Catching Unmocked Requests in Unittest

At Ginkgo we use the Python standard library module unittest for automating the testing of our Python code which is a powerful class-based approach to catching bugs and regressions. Philosophically, a test should only target a small piece of code and every HTTP request should be mocked so it can be relied on to always provide the same result. In practice, making sure tests don’t make unintended network requests make the tests more resilient so they don’t fail if an API is down or the environment in which the test is running has connection issues. A test that includes an inadvertent request could accidentally cause unintentional mutation of data, for example, by calling an API endpoint that updates a database with a payload of test data. The database could be updated every time the test suite is run and could could conceivably fill the database with unexpected junk data and cause problems for the rest of the testing environment.

Code often has to call HTTP APIs, so when testing, to mock any external requests we utilize VCR.py to record the requests and responses which increases the deterministic nature of the tests and removes the time it takes for a live request to be completed. The first time a test with a HTTP request is run within a VCR.py context manager VCR.py will record the HTTP traffic and create a flat file, called a “cassette”, that serializes the interaction. When the test is run again VCR.py will recognize the request and return the cassette file instead, preventing any live HTTP traffic. Writing tests can be complicated and sometimes a test will use code that can unknowingly include an external request to an API which is why it would be beneficial for the tests to warn contributors about unmocked external requests so they can be wrapped in a VCR.py context manager and have a cassette generated.

To implement this behavior we will extend TestCase from django.test and utilize the setUpClass to preform that patching during initialization. (As an aside don’t forget super, the absence of which can lead to some nasty bugs.) When tackling this, my first approach involved monkey patching urllib3 which is called on every external request. VCR.py already monkey patches HTTPConnection from urllib3 so it can return cassettes instead of live requests. If we want to avoid incorrectly flagging VCR cassettes as outgoing requests, we have to go lower and monkey patch urllib3.util.connection.create_connection instead.

class RequireMockingForHttpRequestsTestCase(TestCase):

    @classmethod
    def setUpClass(cls):
        super(RequireMockingForHttpRequestsTestCase, cls).setUpClass()

        def mock_create_conn(address, timeout, *args, **kw):
            raise Exception(f'Unmocked request for URL {address}')

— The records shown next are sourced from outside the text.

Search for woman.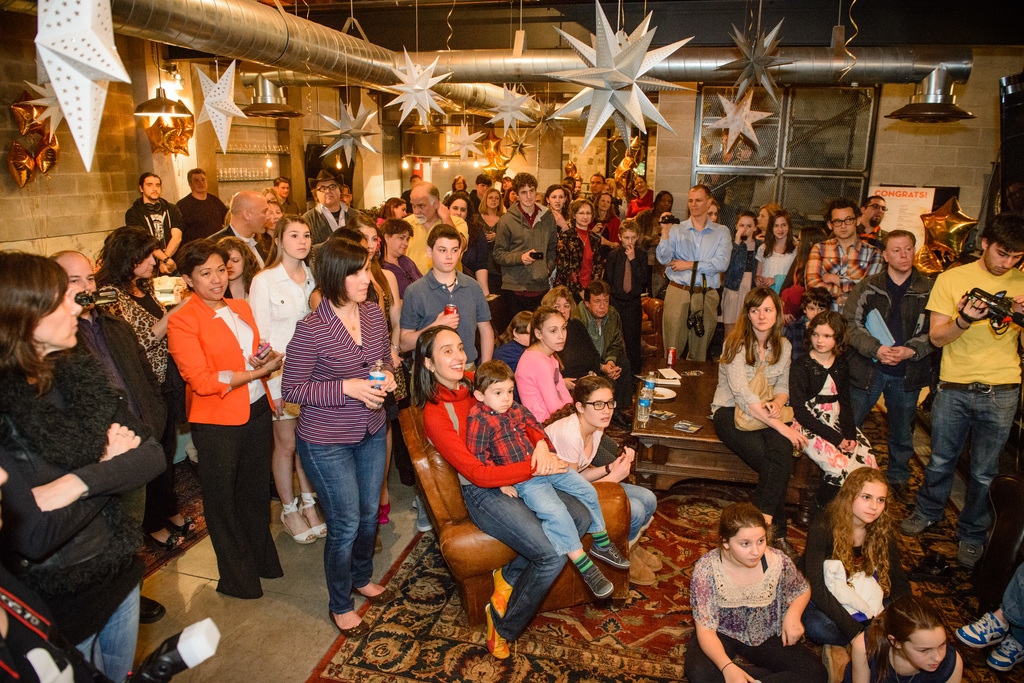
Found at 471, 188, 504, 248.
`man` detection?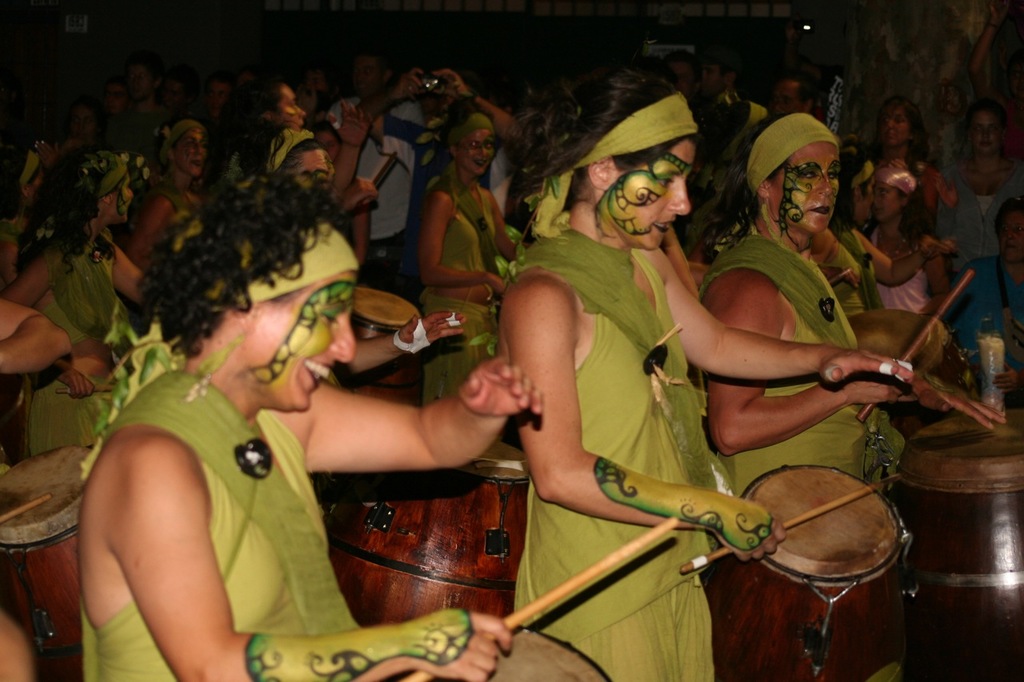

        # monkey patching urllib3 to throw an exception on unmocked requests
        # must be commented out to generate cassettes for vcrpy
        urllib3_patch = mock.patch(
            target="urllib3.util.connection.create_connection", new=mock_create_conn
        )
        urllib3_patch.start()

While this approach is successful in catching requests it has one glaring issue when combined with VCR.py, that VCR.py actually needs external requests to complete when it is first run in order to generate the cassette that is then used as the mock response for any further calls. With a simple patching of urllib3 this would block VCR.py from being able to generate the cassette and require the developer to comment out this line when first creating a new test — unideal.

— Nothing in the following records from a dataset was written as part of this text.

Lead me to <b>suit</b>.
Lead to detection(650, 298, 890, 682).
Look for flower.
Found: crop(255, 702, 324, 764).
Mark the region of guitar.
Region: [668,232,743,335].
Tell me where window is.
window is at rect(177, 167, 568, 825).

Here is an approach that patches urllib3 more intelligently. Based on parsing the stack trace this will allow requests originating from VCR cassette creation to make a network request as expected but everything else will raise an exception. We decided not to go with this approach, deeming it too hacky because of its reliance on string manipulation and the install location of the Python package.

class RequireMockingForHttpRequestsTestCase(TestCase):

    @classmethod
    def setUpClass(cls):
        super(RequireMockingForHttpRequestsTestCase, cls).setUpClass()

        def mock_create_conn(adapter, request, **kw):
            if any('dist-packages/vcr' in line.filename for line in traceback.extract_stack()):
                return real_create_conn(adapter, request, **kw)
            else:
                raise Exception(f'Unmocked request for URL {adapter[0]}')

        urllib3_patch = mock.patch(
            target="urllib3.util.connection.create_connection", new=mock_create_conn
        )
        urllib3_patch.start()

Our solution was to allow external requests based on an environment variable which would preserve the ability to locally generate VCR cassettes but fail any outgoing connections when the tests are run in our GitLab pipelines.

class RequireMockingForHttpRequestsTestCase(TestCase):

    @classmethod
    def setUpClass(cls):
        super(RequireMockingForHttpRequestsTestCase, cls).setUpClass()

        def mock_create_conn(adapter, request, **kw):
            raise Exception(f'Unmocked request for URL {adapter[0]}')

        if os.environ.get("GITLAB_CI"):
            urllib3_patch = mock.patch(
                target="urllib3.util.connection.create_connection", new=mock_create_conn
            )
            urllib3_patch.start()

This comes with a tradeoff as now an unmocked request will pass all tests within a local environment but fail in the Gitlab pipeline but we decided that was the most robust failure mode because it prevents bad test from entering into production code.

Even thought this change is very recent it has already caught unmocked requests for our developers making our Python tests stronger. We hope you find this helpful as well!